Read the rest of the hilarious post

Sources

  • “Gordon Ramsay Vs. James May | Serious Eats.” Serious Eats: A Food Blog and Community. Web. 15 Mar. 2010. <http://www.seriouseats.com/2008/01/gordon-ramsay-vs-james-may.html>.
  • “Hákarl -.” Wikipedia, the Free Encyclopedia. Web. 15 Mar. 2010. <http://en.wikipedia.org/wiki/H%C3%A1karl>.
  • “What Are Sweetbreads?” WiseGEEK: Clear Answers for Common Questions. Web. 15 Mar. 2010. <http://www.wisegeek.com/what-are-sweetbreads.htm>.

5 Comments

  1. autumn says:

    well. look at it this way. you’ll arrive in your current state of sveltitude and leave ready to conquer the runway. you’ll be perfectly waifish and can turn this into a wildly successful modeling career. there’s an upside to everything!

  2. Todd says:

    I think harðfiskur might not be that bad. The rúgbrauð, too. And though we’ve only been to continental Scandinavian countries, I do recommend akvavit — or brennivín, in your case — to cure whatever ails you, even if it was the preceding food items.

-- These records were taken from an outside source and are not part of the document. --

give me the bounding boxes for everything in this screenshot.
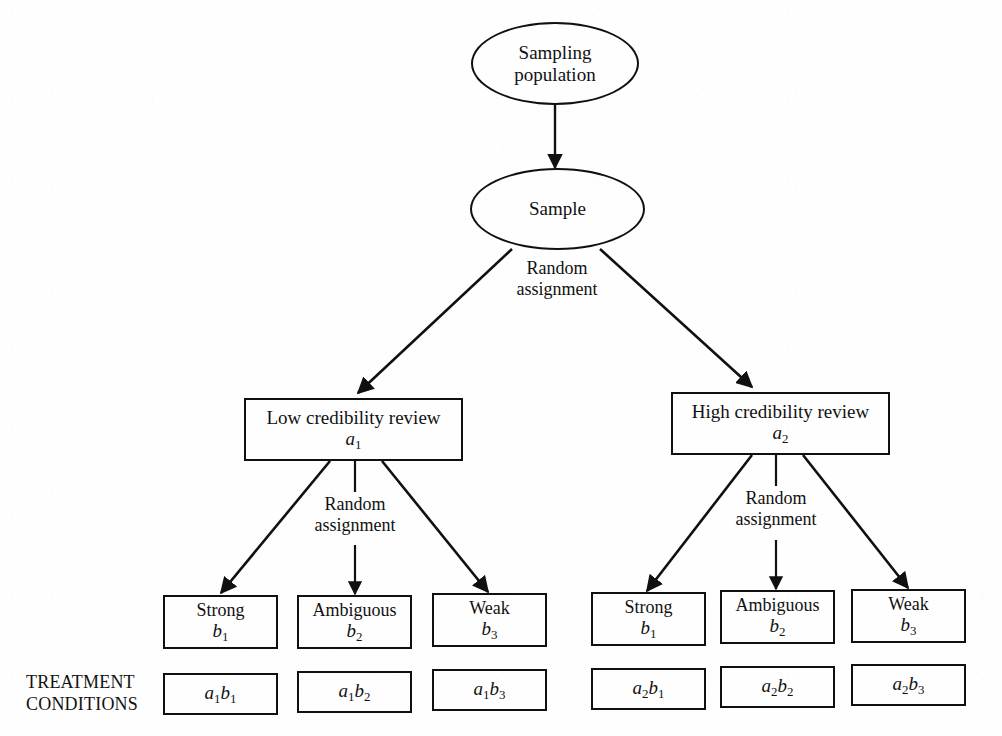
b1-left-label: Strong	[196, 600, 244, 620]
label-random-assignment-left: Random assignment	[297, 494, 413, 535]
label-random-assignment-right: Random assignment	[718, 488, 834, 529]
node-sample[interactable]: Sample	[470, 168, 645, 250]
b1-left-code: b1	[213, 620, 229, 644]
node-treatment-a1b2[interactable]: a1b2	[297, 671, 412, 713]
label-random-assignment-top: Random assignment	[499, 258, 615, 299]
b3-left-code: b3	[482, 618, 498, 642]
node-sampling-population[interactable]: Sampling population	[471, 22, 639, 105]
random-assignment-right-line1: Random	[718, 488, 834, 509]
low-credibility-code: a1	[346, 428, 362, 452]
node-treatment-a2b3[interactable]: a2b3	[851, 664, 966, 706]
node-b2-left[interactable]: Ambiguous b2	[297, 595, 412, 649]
random-assignment-top-line2: assignment	[499, 279, 615, 300]
treatment-a2b3-code: a2b3	[893, 673, 925, 697]
b2-left-label: Ambiguous	[312, 600, 396, 620]
node-b3-left[interactable]: Weak b3	[432, 593, 547, 647]
edge-sample-to-low-credibility	[358, 249, 512, 393]
node-b3-right[interactable]: Weak b3	[851, 589, 966, 643]
b2-left-code: b2	[347, 620, 363, 644]
edge-sample-to-high-credibility	[600, 249, 752, 387]
b2-right-label: Ambiguous	[735, 595, 819, 615]
treatment-a1b2-code: a1b2	[339, 680, 371, 704]
b1-right-label: Strong	[624, 597, 672, 617]
b3-left-label: Weak	[469, 598, 510, 618]
b3-right-code: b3	[901, 614, 917, 638]
high-credibility-code: a2	[773, 422, 789, 446]
random-assignment-left-line2: assignment	[297, 515, 413, 536]
sample-label: Sample	[529, 198, 586, 219]
low-credibility-label: Low credibility review	[266, 407, 440, 428]
treatment-conditions-caption: TREATMENT CONDITIONS	[26, 672, 138, 715]
b3-right-label: Weak	[888, 594, 929, 614]
treatment-a1b3-code: a1b3	[474, 678, 506, 702]
random-assignment-right-line2: assignment	[718, 509, 834, 530]
node-b1-left[interactable]: Strong b1	[163, 595, 278, 649]
high-credibility-label: High credibility review	[692, 401, 869, 422]
node-b1-right[interactable]: Strong b1	[591, 592, 706, 646]
sampling-population-line2: population	[514, 64, 595, 85]
treatment-conditions-line2: CONDITIONS	[26, 694, 138, 716]
treatment-a2b1-code: a2b1	[633, 677, 665, 701]
b2-right-code: b2	[770, 615, 786, 639]
treatment-a2b2-code: a2b2	[762, 675, 794, 699]
treatment-conditions-line1: TREATMENT	[26, 672, 138, 694]
node-low-credibility-review[interactable]: Low credibility review a1	[244, 398, 463, 461]
node-treatment-a2b1[interactable]: a2b1	[591, 668, 706, 710]
node-treatment-a1b1[interactable]: a1b1	[163, 673, 278, 715]
node-high-credibility-review[interactable]: High credibility review a2	[671, 392, 890, 455]
diagram-canvas: Sampling population Sample Random assign…	[0, 0, 1002, 736]
random-assignment-top-line1: Random	[499, 258, 615, 279]
node-treatment-a1b3[interactable]: a1b3	[432, 669, 547, 711]
node-b2-right[interactable]: Ambiguous b2	[720, 590, 835, 644]
random-assignment-left-line1: Random	[297, 494, 413, 515]
node-treatment-a2b2[interactable]: a2b2	[720, 666, 835, 708]
treatment-a1b1-code: a1b1	[205, 682, 237, 706]
b1-right-code: b1	[641, 617, 657, 641]
sampling-population-line1: Sampling	[519, 42, 592, 63]
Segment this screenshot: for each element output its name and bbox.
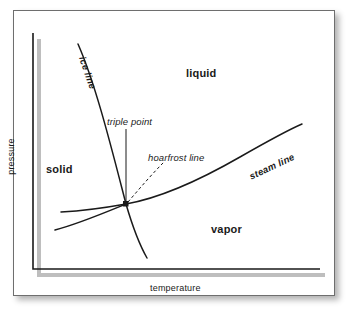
region-label-liquid: liquid [186, 68, 217, 79]
annotation-hoarfrost-line: hoarfrost line [148, 153, 204, 163]
region-label-solid: solid [46, 164, 73, 175]
plot-axes [33, 33, 320, 269]
region-label-vapor: vapor [211, 224, 242, 235]
y-axis-label: pressure [7, 138, 16, 175]
x-axis-label: temperature [150, 284, 201, 293]
annotation-triple-point: triple point [107, 117, 152, 127]
lower-branch-curve [55, 204, 126, 230]
phase-diagram-figure: solid liquid vapor ice line steam line t… [0, 0, 352, 314]
triple-point-marker [123, 201, 129, 207]
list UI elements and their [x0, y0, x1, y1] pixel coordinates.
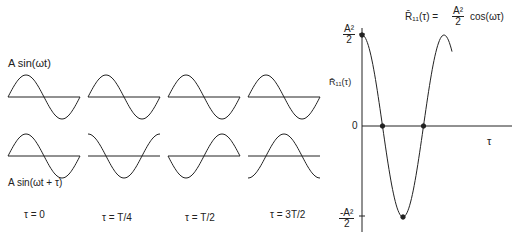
y-tick-top: A² 2: [343, 24, 355, 45]
y-axis-label: R̄₁₁(τ): [329, 78, 351, 87]
column-label-2: τ = T/2: [185, 213, 215, 223]
chart-title-fraction: A² 2: [452, 6, 464, 27]
y-tick-zero: 0: [352, 121, 358, 131]
column-label-1: τ = T/4: [102, 213, 132, 223]
marker-point-0: [360, 33, 364, 37]
y-tick-bottom: -A² 2: [339, 208, 354, 229]
sine-wave-grid: [8, 75, 320, 178]
x-axis-label: τ: [487, 136, 491, 147]
column-label-0: τ = 0: [24, 210, 45, 220]
chart-title-rhs: cos(ωτ): [470, 12, 504, 22]
autocorrelation-plot: [359, 28, 512, 232]
marker-point-3: [401, 215, 405, 219]
bottom-row-label: A sin(ωt + τ): [8, 178, 62, 188]
chart-title-denominator: 2: [452, 17, 464, 27]
marker-point-2: [421, 124, 425, 128]
chart-title-lhs: R̄₁₁(τ) =: [405, 12, 438, 22]
autocorrelation-diagram: [0, 0, 521, 242]
marker-point-1: [380, 124, 384, 128]
column-label-3: τ = 3T/2: [270, 210, 305, 220]
top-row-label: A sin(ωt): [8, 58, 51, 69]
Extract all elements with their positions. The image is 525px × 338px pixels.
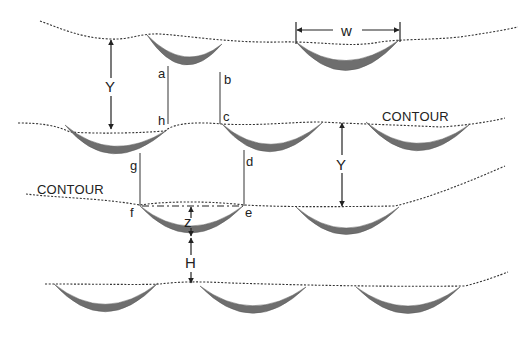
z-label: z (184, 213, 192, 230)
contour-line-1 (40, 21, 518, 44)
structure-row4-2 (200, 286, 306, 313)
contour-label-upper: CONTOUR (382, 109, 449, 124)
structure-row4-3 (356, 287, 460, 314)
structure-row2-3 (366, 122, 469, 151)
contour-line-4 (45, 272, 508, 286)
point-c: c (223, 109, 230, 124)
structure-row2-1 (65, 125, 167, 154)
point-a: a (158, 66, 166, 81)
contour-label-left: CONTOUR (37, 182, 104, 197)
w-label: w (340, 22, 352, 39)
y-label-right: Y (336, 156, 346, 173)
h-label: H (185, 254, 196, 271)
point-f: f (130, 205, 134, 220)
point-e: e (245, 205, 252, 220)
point-g: g (130, 158, 137, 173)
structure-row2-2 (222, 123, 322, 152)
structure-row4-1 (54, 283, 158, 312)
structure-row3-2 (296, 207, 399, 235)
point-b: b (224, 72, 231, 87)
point-h: h (158, 113, 165, 128)
point-d: d (246, 154, 253, 169)
y-label-left: Y (105, 78, 115, 95)
contour-structure-diagram: Y Y w z H a b c h g d f e CONTOUR CONTOU… (0, 0, 525, 338)
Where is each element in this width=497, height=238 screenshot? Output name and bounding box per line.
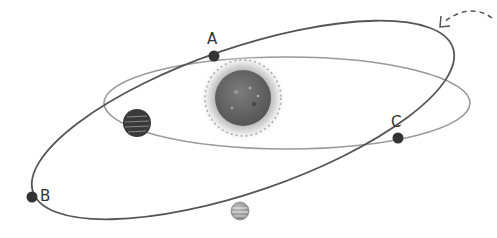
label-c: C <box>391 113 401 131</box>
label-b: B <box>40 187 50 205</box>
dark-planet <box>123 109 151 137</box>
direction-arrow-icon <box>440 11 492 27</box>
light-planet <box>231 202 249 220</box>
point-c <box>393 133 404 144</box>
sun-core <box>215 70 271 126</box>
point-b <box>27 192 38 203</box>
inner-orbit <box>104 57 470 149</box>
point-a <box>209 51 220 62</box>
label-a: A <box>207 30 218 48</box>
sun <box>199 54 287 142</box>
orbit-diagram: A B C <box>0 0 497 238</box>
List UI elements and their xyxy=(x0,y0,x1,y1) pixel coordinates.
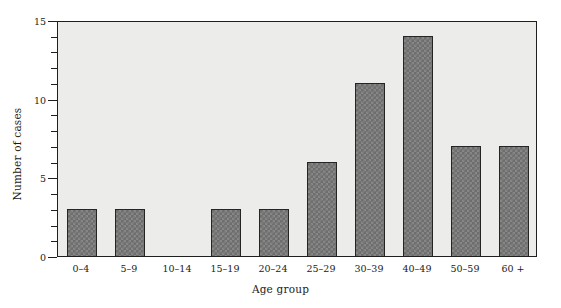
bar xyxy=(67,209,97,256)
bar xyxy=(355,83,385,256)
plot-area xyxy=(57,21,537,257)
bar xyxy=(211,209,241,256)
x-axis-title: Age group xyxy=(0,283,561,295)
x-axis-tick-label: 25–29 xyxy=(307,263,336,274)
y-axis: 051015 xyxy=(0,0,57,308)
y-axis-tick-label: 0 xyxy=(40,252,46,263)
bar xyxy=(115,209,145,256)
x-axis-tick-label: 5–9 xyxy=(121,263,138,274)
y-axis-major-tick xyxy=(48,100,57,101)
x-axis-tick-label: 60 + xyxy=(501,263,524,274)
y-axis-tick-label: 15 xyxy=(34,16,46,27)
x-axis-tick-label: 15–19 xyxy=(211,263,240,274)
y-axis-major-tick xyxy=(48,257,57,258)
bar xyxy=(499,146,529,256)
y-axis-tick-label: 5 xyxy=(40,173,46,184)
y-axis-major-tick xyxy=(48,178,57,179)
y-axis-tick-label: 10 xyxy=(34,94,46,105)
bar-chart-figure: Number of cases 051015 Age group 0–45–91… xyxy=(0,0,561,308)
bar xyxy=(451,146,481,256)
bar xyxy=(403,36,433,256)
bar xyxy=(259,209,289,256)
x-axis-tick-label: 20–24 xyxy=(259,263,288,274)
x-axis-tick-label: 40–49 xyxy=(403,263,432,274)
x-axis-tick-label: 50–59 xyxy=(451,263,480,274)
x-axis-tick-label: 0–4 xyxy=(73,263,90,274)
y-axis-major-tick xyxy=(48,21,57,22)
bar xyxy=(307,162,337,256)
x-axis-tick-label: 30–39 xyxy=(355,263,384,274)
x-axis-tick-label: 10–14 xyxy=(163,263,192,274)
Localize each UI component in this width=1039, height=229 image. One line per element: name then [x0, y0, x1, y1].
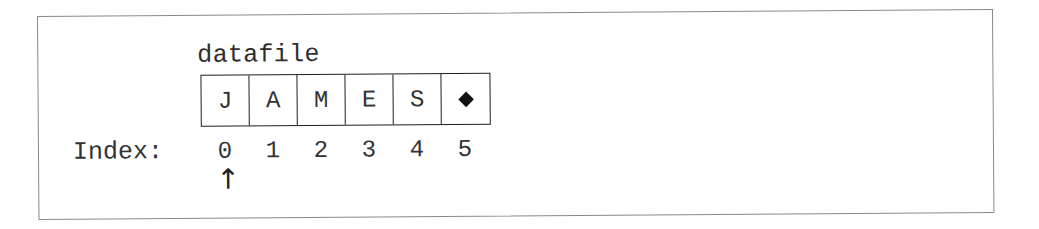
file-cell-5 — [441, 74, 489, 124]
index-number: 1 — [249, 137, 297, 165]
index-number: 0 — [201, 137, 249, 165]
diagram-stage: datafile J A M E S Index: 0 1 2 3 4 5 ↑ — [0, 0, 1039, 229]
diagram-frame — [37, 9, 994, 220]
cell-char: E — [362, 86, 377, 113]
file-cell-0: J — [201, 75, 249, 125]
cell-char: S — [410, 86, 425, 113]
index-number: 5 — [441, 136, 489, 164]
end-of-file-marker-icon — [458, 91, 474, 107]
index-number: 2 — [297, 137, 345, 165]
index-label: Index: — [73, 138, 163, 167]
variable-name-label: datafile — [197, 41, 320, 70]
cell-char: M — [314, 86, 329, 113]
index-numbers-row: 0 1 2 3 4 5 — [201, 136, 489, 166]
file-cell-2: M — [297, 75, 345, 125]
index-number: 4 — [393, 136, 441, 164]
file-cell-3: E — [345, 74, 393, 124]
up-arrow-pointer-icon: ↑ — [216, 165, 240, 195]
cell-char: J — [218, 87, 233, 114]
file-cell-1: A — [249, 75, 297, 125]
cell-char: A — [266, 87, 281, 114]
index-number: 3 — [345, 136, 393, 164]
file-cell-4: S — [393, 74, 441, 124]
file-cells-array: J A M E S — [200, 73, 490, 127]
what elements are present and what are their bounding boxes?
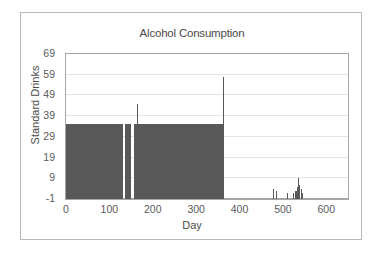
- x-axis-label: Day: [21, 219, 363, 231]
- y-axis-tick-labels: -19192939495969: [21, 47, 61, 207]
- chart-container: Alcohol Consumption Standard Drinks -191…: [20, 12, 362, 240]
- y-tick-label: 19: [21, 151, 55, 163]
- bar: [302, 193, 303, 199]
- bar: [287, 193, 288, 199]
- x-tick-label: 300: [187, 203, 205, 215]
- y-tick-label: 49: [21, 88, 55, 100]
- x-tick-label: 600: [318, 203, 336, 215]
- x-tick-label: 200: [144, 203, 162, 215]
- x-tick-label: 0: [63, 203, 69, 215]
- chart-title: Alcohol Consumption: [21, 27, 363, 39]
- y-tick-label: 39: [21, 109, 55, 121]
- bar: [273, 189, 274, 199]
- bar: [121, 124, 122, 199]
- y-tick-label: 29: [21, 130, 55, 142]
- x-tick-label: 500: [274, 203, 292, 215]
- y-tick-label: -1: [21, 192, 55, 204]
- bar: [223, 77, 224, 199]
- y-tick-label: 69: [21, 47, 55, 59]
- bar: [293, 193, 294, 199]
- y-tick-label: 59: [21, 68, 55, 80]
- bar: [276, 191, 277, 199]
- gridline: [66, 53, 348, 54]
- x-tick-label: 100: [101, 203, 119, 215]
- plot-area: [65, 53, 349, 200]
- bar: [130, 124, 131, 199]
- y-tick-label: 9: [21, 171, 55, 183]
- gridline: [66, 94, 348, 95]
- gridline: [66, 74, 348, 75]
- x-tick-label: 400: [231, 203, 249, 215]
- gridline: [66, 115, 348, 116]
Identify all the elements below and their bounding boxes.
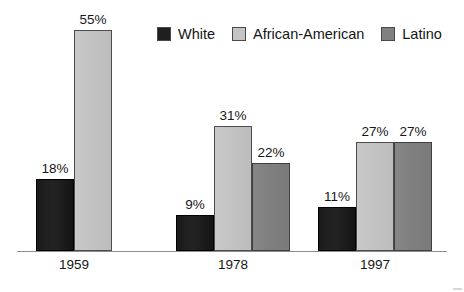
bar-value-label: 22%	[257, 146, 284, 160]
category-label: 1959	[36, 258, 112, 272]
category-label: 1978	[176, 258, 290, 272]
corner-artifact	[453, 288, 462, 290]
bar-column[interactable]: 31%	[214, 126, 252, 251]
axis-baseline	[17, 251, 447, 252]
bar-value-label: 27%	[399, 125, 426, 139]
bar-column[interactable]: 27%	[356, 142, 394, 251]
bar-column[interactable]: 55%	[74, 30, 112, 251]
bar-value-label: 11%	[324, 190, 350, 204]
bar[interactable]	[318, 207, 356, 251]
bar-value-label: 9%	[185, 198, 205, 212]
bar[interactable]	[394, 142, 432, 251]
bar[interactable]	[176, 215, 214, 251]
bar-group: 18%55%	[36, 30, 112, 251]
bar-column[interactable]: 22%	[252, 163, 290, 251]
bar[interactable]	[214, 126, 252, 251]
bar-value-label: 55%	[79, 13, 106, 27]
bar-column[interactable]: 18%	[36, 179, 74, 251]
bar-group: 9%31%22%	[176, 126, 290, 251]
bar[interactable]	[74, 30, 112, 251]
bar-chart: WhiteAfrican-AmericanLatino 18%55%19599%…	[0, 0, 464, 292]
category-label: 1997	[318, 258, 432, 272]
bar[interactable]	[36, 179, 74, 251]
bar-value-label: 27%	[361, 125, 388, 139]
plot-area: 18%55%19599%31%22%197811%27%27%1997	[0, 0, 464, 292]
bar-value-label: 18%	[41, 162, 68, 176]
bar-column[interactable]: 9%	[176, 215, 214, 251]
bar[interactable]	[356, 142, 394, 251]
bar[interactable]	[252, 163, 290, 251]
bar-group: 11%27%27%	[318, 142, 432, 251]
bar-column[interactable]: 27%	[394, 142, 432, 251]
bar-column[interactable]: 11%	[318, 207, 356, 251]
bar-value-label: 31%	[219, 109, 246, 123]
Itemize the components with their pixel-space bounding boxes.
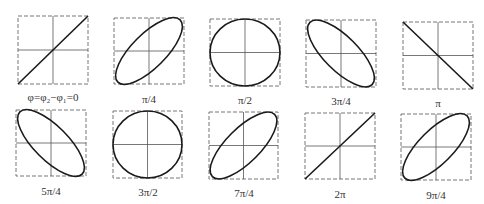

    To be fair, you won’t be there during þorri (thankfully?).

  3. Aileen says:

    There is nothing good about that list, except possibly “served with butter.”

  4. Jeff H. says:

    Do they have McDonalds in Iceland? If not, you may want to take some with you. I hear that McDonalds french fries hold up quite well for extended periods of time.

  5. Andy says:

    I have a friend who visited Iceland with his wife shortly after their economy collapsed and flights and hotel rooms were extremely cheap. He said they have delicious hotdogs there, for what that’s worth.